After a disastrous (and frankly quite embarrassing) order mix up, the major ship lieutenant general commander in charge of naval warfare aboard the vessel Her Majesty’s Left Elbow Crook received a rather large number of *Milk tarts instead of war heads.
(*Milk tarts are a South African dessert that no sane person actually enjoys eating. They taste revolting. Example; After enjoying their afternoon braai, the Van der Merwers sat down, each with a piece of Milk tart, to eat while watching the rugby. Brandon, the youngest of the family, thought to himself; Jura boet, I can’t stand this stuff, but I don’t want to get a klap for not eating my kos, maybe I’ll learn to like it one day, it is a part of our heritage I guess. Brandon never grew to enjoy the sickly tart.)
Back to Her Majesty’s Left Elbow Crook. This mix up really couldn’t have happened at a worse time seeing as though The Greater British Isles were currently engaged in a war with Kiribati over some phosphate misunderstanding. That’s not important. What is important is that Her Majesty’s Left Elbow Crook was about to engage in a skirmish and she was woefully unprepared to sink an enemy vessel.
But then the major ship lieutenant general commander in charge of naval warfare remembered what one of the grunts aboard the ship had muttered when he was thought to be out of ear-shot; “Enough Milk tart in here to sink a ship.” Simply ludicrous, but also, just what was needed at the moment.
So how could one sink a ship by making use of, for theories sake, an unlimited supply of Milk tart? Well that’s just the question. Simply over-ladening a ship with the too-white gooey substance until said vessel’s carrying capacity is exceeded is a little too obvious. You can do better than that. How can we be more efficient in taking down the water-bound enemy? Excessively over-loading one side of a ship until it keels over would perhaps need fewer Milk tarts, and thus would be more efficient even though the premise is much the same and still not very creative.
We could perhaps drop a large, highly compressed, and thus hopefully dense, ball of Milk tarts out of the sky, positioned to land right on the nose of the ship. Hey maybe it’ll do a front flip? Wouldn’t that be something? Definitely a more creative solution. If efficiency is your main goal, perhaps stuffing a lower compartment with the sweet treat and then freezing the whole unstomachable mass until it expands and ruptures the hull is the way to go.
And of course, I would salute any person that flat out denied to treat the ammunition any differently just because it was now suddenly made of sugar and flour. It surely would be a strange day loading up the cannons with sticky white cake and firing away until somehow, someway, the enemy ships slithered into the depths consumed by vast mountains of repugnant white loaf (It definitely wouldn’t happen but a man can dream).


→ Try it
Only lines with the string "clock" should be returned from the data below.

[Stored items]
__________________________________________________
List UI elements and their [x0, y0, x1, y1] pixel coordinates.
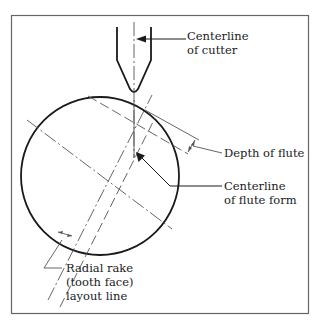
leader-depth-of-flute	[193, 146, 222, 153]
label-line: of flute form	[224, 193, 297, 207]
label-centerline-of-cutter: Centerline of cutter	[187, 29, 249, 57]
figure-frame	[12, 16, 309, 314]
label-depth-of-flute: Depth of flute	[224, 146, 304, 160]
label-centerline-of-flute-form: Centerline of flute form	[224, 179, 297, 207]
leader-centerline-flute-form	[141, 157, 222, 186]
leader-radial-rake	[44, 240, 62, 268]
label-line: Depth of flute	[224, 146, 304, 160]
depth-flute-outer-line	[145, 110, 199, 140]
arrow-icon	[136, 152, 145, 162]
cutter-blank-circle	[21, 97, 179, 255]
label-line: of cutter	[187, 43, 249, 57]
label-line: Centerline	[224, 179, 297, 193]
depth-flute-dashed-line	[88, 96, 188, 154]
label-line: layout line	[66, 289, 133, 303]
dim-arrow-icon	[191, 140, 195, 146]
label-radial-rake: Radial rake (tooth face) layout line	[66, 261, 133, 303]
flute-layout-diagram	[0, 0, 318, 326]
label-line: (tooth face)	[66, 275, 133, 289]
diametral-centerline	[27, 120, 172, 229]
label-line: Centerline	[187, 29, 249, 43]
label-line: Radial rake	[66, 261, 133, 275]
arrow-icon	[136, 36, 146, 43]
__________________________________________________
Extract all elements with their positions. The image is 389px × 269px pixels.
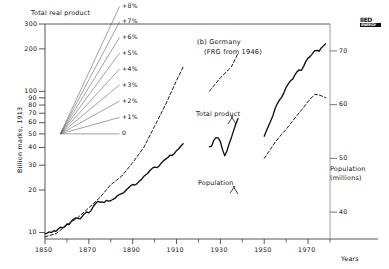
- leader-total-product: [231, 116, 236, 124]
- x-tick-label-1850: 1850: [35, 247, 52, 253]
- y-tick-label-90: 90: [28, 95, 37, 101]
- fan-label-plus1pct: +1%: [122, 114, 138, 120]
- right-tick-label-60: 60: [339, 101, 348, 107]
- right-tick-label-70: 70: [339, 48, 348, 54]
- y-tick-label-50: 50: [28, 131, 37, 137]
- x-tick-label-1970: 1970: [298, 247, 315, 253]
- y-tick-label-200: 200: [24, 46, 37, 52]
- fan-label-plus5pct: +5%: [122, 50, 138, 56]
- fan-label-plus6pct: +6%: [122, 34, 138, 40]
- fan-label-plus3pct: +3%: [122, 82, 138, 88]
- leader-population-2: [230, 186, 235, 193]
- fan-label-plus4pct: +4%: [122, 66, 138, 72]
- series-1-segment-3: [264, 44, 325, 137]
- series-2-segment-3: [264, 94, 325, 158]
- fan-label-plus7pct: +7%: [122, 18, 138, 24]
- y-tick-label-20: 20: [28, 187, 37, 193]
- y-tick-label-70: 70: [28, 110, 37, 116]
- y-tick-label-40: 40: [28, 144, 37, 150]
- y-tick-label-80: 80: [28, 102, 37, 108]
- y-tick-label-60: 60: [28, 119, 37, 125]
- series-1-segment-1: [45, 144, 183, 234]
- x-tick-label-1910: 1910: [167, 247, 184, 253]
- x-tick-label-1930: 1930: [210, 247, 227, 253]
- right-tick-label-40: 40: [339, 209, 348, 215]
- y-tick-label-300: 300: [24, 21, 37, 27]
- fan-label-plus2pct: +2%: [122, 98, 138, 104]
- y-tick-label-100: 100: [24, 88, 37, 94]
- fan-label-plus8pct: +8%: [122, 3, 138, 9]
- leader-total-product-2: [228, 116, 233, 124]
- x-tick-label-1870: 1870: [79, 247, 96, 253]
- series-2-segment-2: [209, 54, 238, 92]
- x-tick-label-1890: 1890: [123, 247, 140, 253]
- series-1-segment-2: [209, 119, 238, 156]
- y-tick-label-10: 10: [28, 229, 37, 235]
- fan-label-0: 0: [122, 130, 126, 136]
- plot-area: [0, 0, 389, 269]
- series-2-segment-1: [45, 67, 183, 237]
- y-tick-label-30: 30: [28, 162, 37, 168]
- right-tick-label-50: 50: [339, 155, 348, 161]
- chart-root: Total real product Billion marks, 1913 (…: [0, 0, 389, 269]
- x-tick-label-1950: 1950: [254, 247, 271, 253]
__________________________________________________
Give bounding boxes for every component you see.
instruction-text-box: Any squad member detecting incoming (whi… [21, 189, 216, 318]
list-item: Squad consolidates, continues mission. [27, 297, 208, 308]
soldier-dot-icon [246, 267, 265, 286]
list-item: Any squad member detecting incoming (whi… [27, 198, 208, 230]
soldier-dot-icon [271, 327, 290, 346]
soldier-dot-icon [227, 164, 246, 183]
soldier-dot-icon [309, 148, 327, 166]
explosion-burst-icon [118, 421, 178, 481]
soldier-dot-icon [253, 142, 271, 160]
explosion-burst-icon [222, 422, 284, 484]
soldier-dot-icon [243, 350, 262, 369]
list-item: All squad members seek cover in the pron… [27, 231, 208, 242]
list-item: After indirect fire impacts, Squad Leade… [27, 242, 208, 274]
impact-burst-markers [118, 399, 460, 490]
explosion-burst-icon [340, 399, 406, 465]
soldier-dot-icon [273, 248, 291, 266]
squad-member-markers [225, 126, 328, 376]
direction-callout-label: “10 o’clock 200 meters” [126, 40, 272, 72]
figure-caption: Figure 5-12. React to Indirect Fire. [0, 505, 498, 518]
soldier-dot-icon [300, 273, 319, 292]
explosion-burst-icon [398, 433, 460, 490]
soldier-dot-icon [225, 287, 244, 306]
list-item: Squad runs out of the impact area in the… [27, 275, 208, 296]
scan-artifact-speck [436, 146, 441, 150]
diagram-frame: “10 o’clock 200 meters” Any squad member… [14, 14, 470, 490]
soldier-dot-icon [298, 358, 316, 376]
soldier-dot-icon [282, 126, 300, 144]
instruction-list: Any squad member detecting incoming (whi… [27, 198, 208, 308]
__________________________________________________
→ Response area
direction-callout-label: “10 o’clock 200 meters” [126, 40, 272, 72]
diagram-frame: “10 o’clock 200 meters” Any squad member… [14, 14, 470, 490]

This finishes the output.